Hearing her say those words should have made me angry. Instead, it hurt.

“I’m not fragile,” I said. “I’m not going to break.”

Cady’s reply was lost under a web of static, and then the line went dead. Free arched an eyebrow at me in question.

“She wants me to stay away from Gabriel,” I said flatly.

I could see the wheels in Free’s head turning. If she told me that Cady was right, ifsheacted like I was broken—I wouldn’t be able to take it.

Instead, Free twisted and pounded a fist on the window separating us from the truck’s cab. Jude opened it.

“What can I do for you?” he asked pleasantly. “Gabriel and I arebonding.”

Free just smiled beatifically. “How would you gentlemen feel about a little road trip?”

Gabriel didn’t particularly feel like taking us anywhere, but Free could be very convincing. She requested a place with a view. That was how the four of us came to be standing on a stone ledge in the shape of an arrowhead, facing away from the national park. At first, all I could see as I looked out was green—a thousand and one shades of it. The landscape stretching toward the horizon looked like it had been painted with a knife: thick and textured andalive. I could see civilization if I looked for it. But why would I? Why would anyone?

Free walked right up to the edge and looked down. “How far is the drop?”

“Maybe a hundred feet?” Gabriel guessed.

Jude looked at me. He looked at Free. And then he peeked over the edge of the ledge, threw his head back, and howled. Free joined in: half yodel, half victory scream.

“Don’t you ever just want to yell?” Jude asked a visibly startled Gabriel. “To take everything inside of you—every worry, everywhat if, every question that haunts you—and just…let go?”

“Not particularly.”

Free flipped her ponytail back over her shoulder. “Are you a liar or a stick-in-the-mud?” she asked Gabriel.

He probably had a smart-mouthed response to that question, but he didn’t get a chance to use it, because Ididknow what it was like to swallow screams and howls.
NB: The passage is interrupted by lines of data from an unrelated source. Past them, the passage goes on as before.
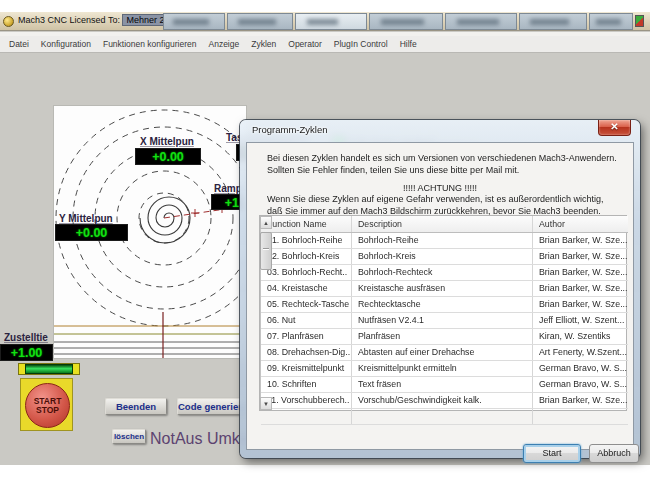  I want to click on x-center-dro: +0.00, so click(168, 156).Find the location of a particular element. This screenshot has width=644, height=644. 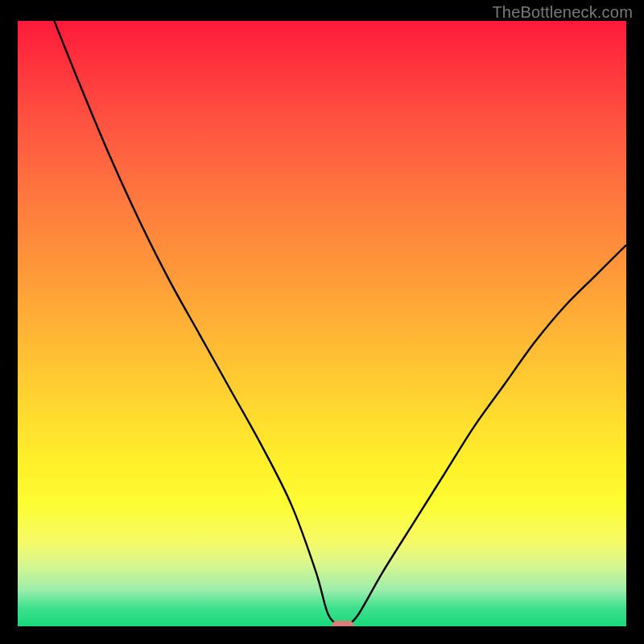

watermark-text: TheBottleneck.com is located at coordinates (562, 13).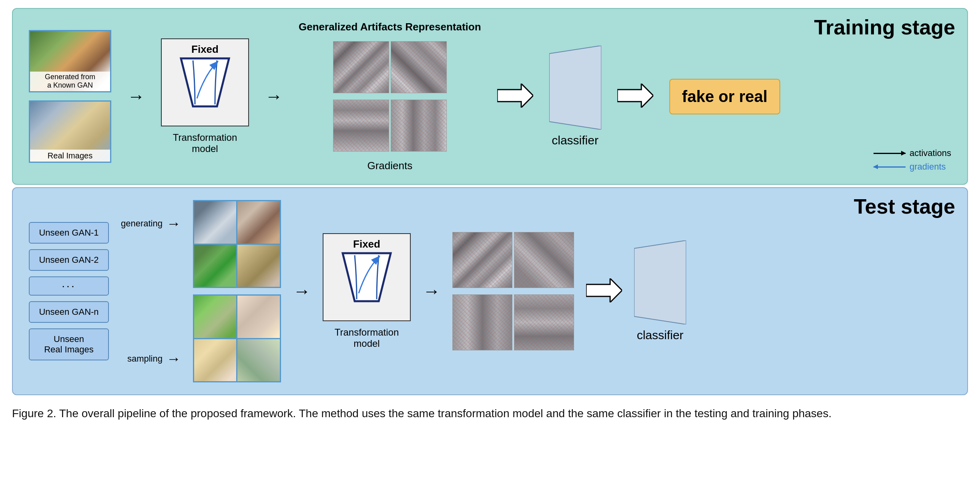 The image size is (980, 492). I want to click on gradient-tile-bottom-right, so click(419, 126).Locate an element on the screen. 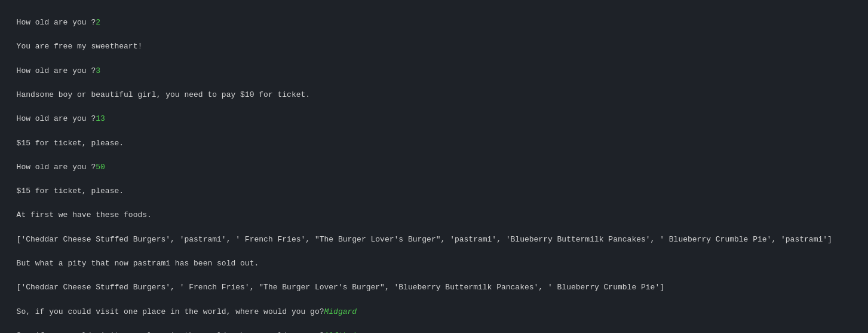  line-2: You are free my sweetheart! is located at coordinates (80, 47).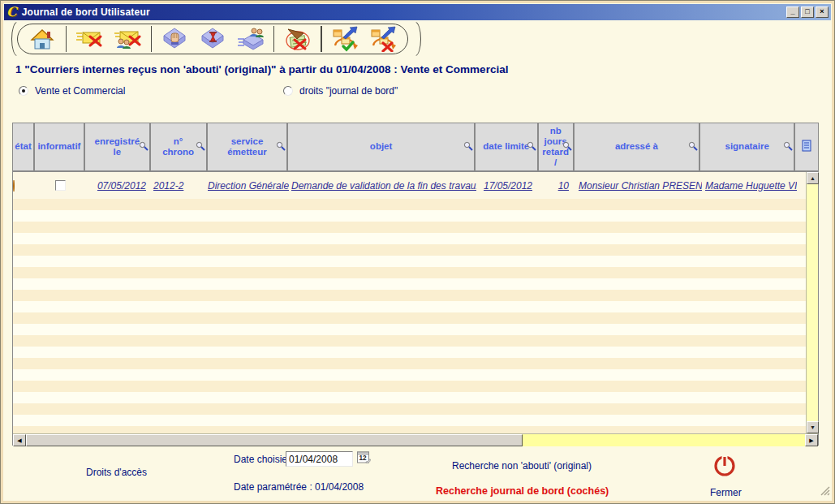  I want to click on radio-option-vente-et-commercial: Vente et Commercial, so click(71, 91).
My dark place was a living, breathing thing. I’d barely held it at bay in the caves. It rose up like a wave inside me with each setback in the search for Bella, and in between, it churned.Watching, waiting, feeling, scratching against the door to be let out—

I raised my face to the sky and let loose a howl of my own. Jude whooped, and Free joined in, and soon, the dogs had added their voices, all except for Saskia, who was pacing the fringes, her blue eyes focused on Gabriel. The edges of his lips had just started to curve upward when, suddenly, he paused, cocked his head to one side, and then started jogging back toward his truck.

I followed him, and Saskia followed me. I made it back to Gabriel’s truck just in time to see him reach through the open window and fiddle with the dial on what looked to be a

radio. It took me a few seconds to register the fact that the radio was on when the truck was not, and another after that to process the muffled words coming out of the speaker.

This wasn’t a radio.

This was a police scanner.

Gabriel must have realized I was standing there, because he turned toward me. “Kira.”

I bristled. He hadn’t mentioned owning a police scanner. He hadn’t even hinted that he was keeping tabs on the sheriff’s department.

“Kira,” Gabriel said again, his voice softer this time and oddly devoid of emotion.

“What are you doing?” I asked him. “What is this?”

Very slowly, he straightened his body. He dropped his arms to his side. “Behind you.”

As I turned, I became acutely aware of the world around us.The smell of dirt. The sound of Free and Jude and the dogs on the ledge.

The feeling of being watched.

I scanned our surroundings, pushed back against the sound of my own heartbeat, my breath, andlistened. I heard nothing, but my head swiveled to the left of its own accord. There, in a tree less than ten feet away, I made out two eyes glowing an unearthly yellow.

Reflecting the sun,I thought, but the words were distant, like someone else had thought them and I’d only overheard. My own thoughts—the ones I lived and breathed andfeltrushing like blood through my veins—were entirely focused on the shape of the animal watching us from that tree.